“Who does?” The girl’s eyes opened wide.
“My uncle, Nicholas Fischer.”
“Oh, Nicholas Fischer.” The girl’s voice dropped. “But he is the kindest man! Comes here with books. He sells them to Mr. Morrow who owns this store—secondhand books. Perhaps they come from the trunks. And Mr. Morrow says he helps poor people, your uncle does, and he doesn’t let anyone know who it is.”
“But he buys trunks, other people’s trunks, and sells them!” Grace insisted.
“Yes, buys them at auction, I guess. Several people on this street do that. Express auctions, railway auctions, storage house auctions and all that. And you are to help him open them up!” she exclaimed quite suddenly. “You are to explore them? How I envy you!”
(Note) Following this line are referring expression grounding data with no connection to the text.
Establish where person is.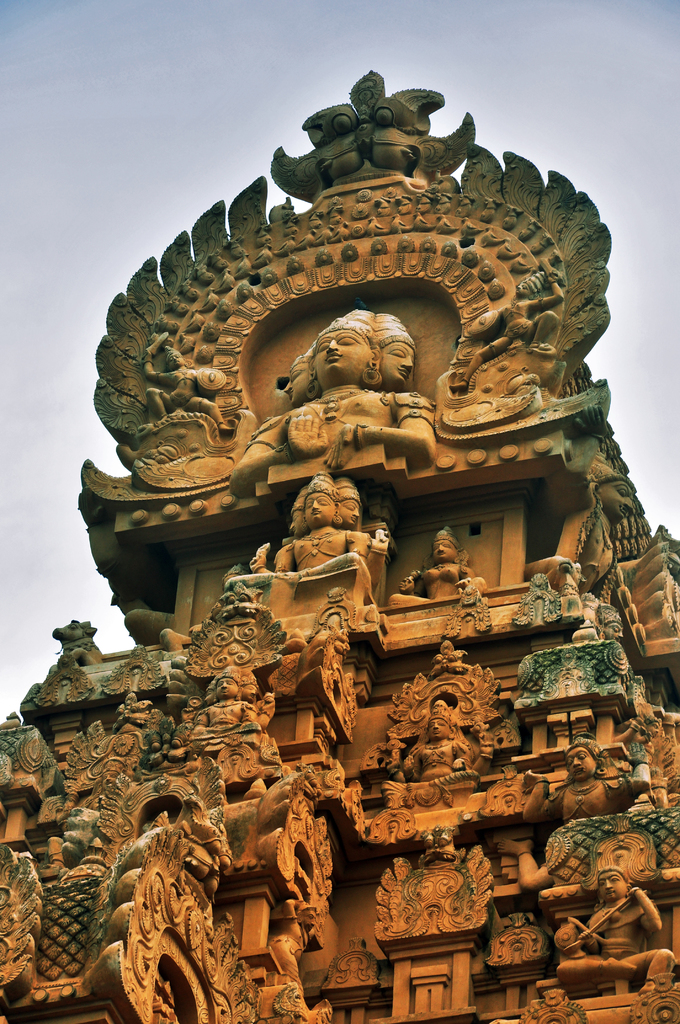
Established at 226:311:443:491.
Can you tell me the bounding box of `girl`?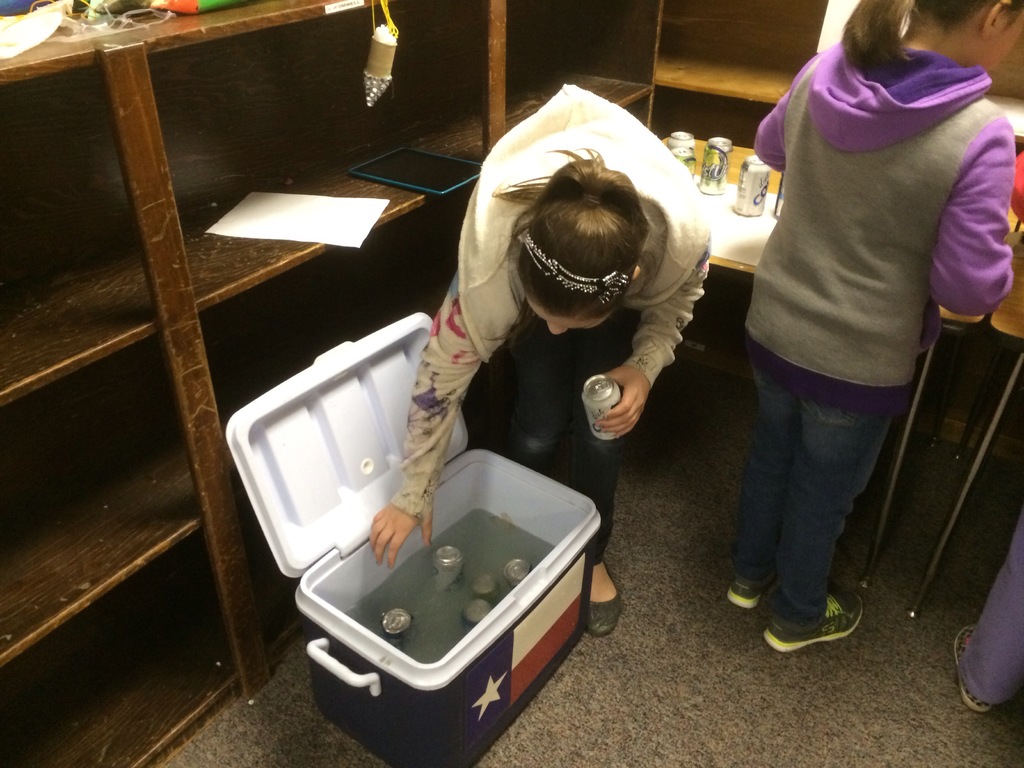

“Envy?” Grace stared in unbelief.
“But why not? Think of the things you may find. Diamonds perhaps; stocks and bonds; rare old coins and rarer old books; ancient silver plate. Just think of the things people pack away in their trunks! Letters; diaries; quaint old pictures. It—why it’s like a trip around the world!”
“But it—it seems so unfair,” Grace wavered.
“You’re not the one that’s being unfair,” the bright-eyed one reasoned. “Those people can’t have their things in those trunks. Perhaps they are dead. In some cases they lost their trunks because they were too poor to pay storage or express charges. You can’t well help that. So why think about it?”
Grace Krowl was to think about it many times and in the end to do something about it. That something was to draw her into a great deal of trouble. For the moment she left the little secondhand bookshop soothed, comforted, and filled with a desire to call again.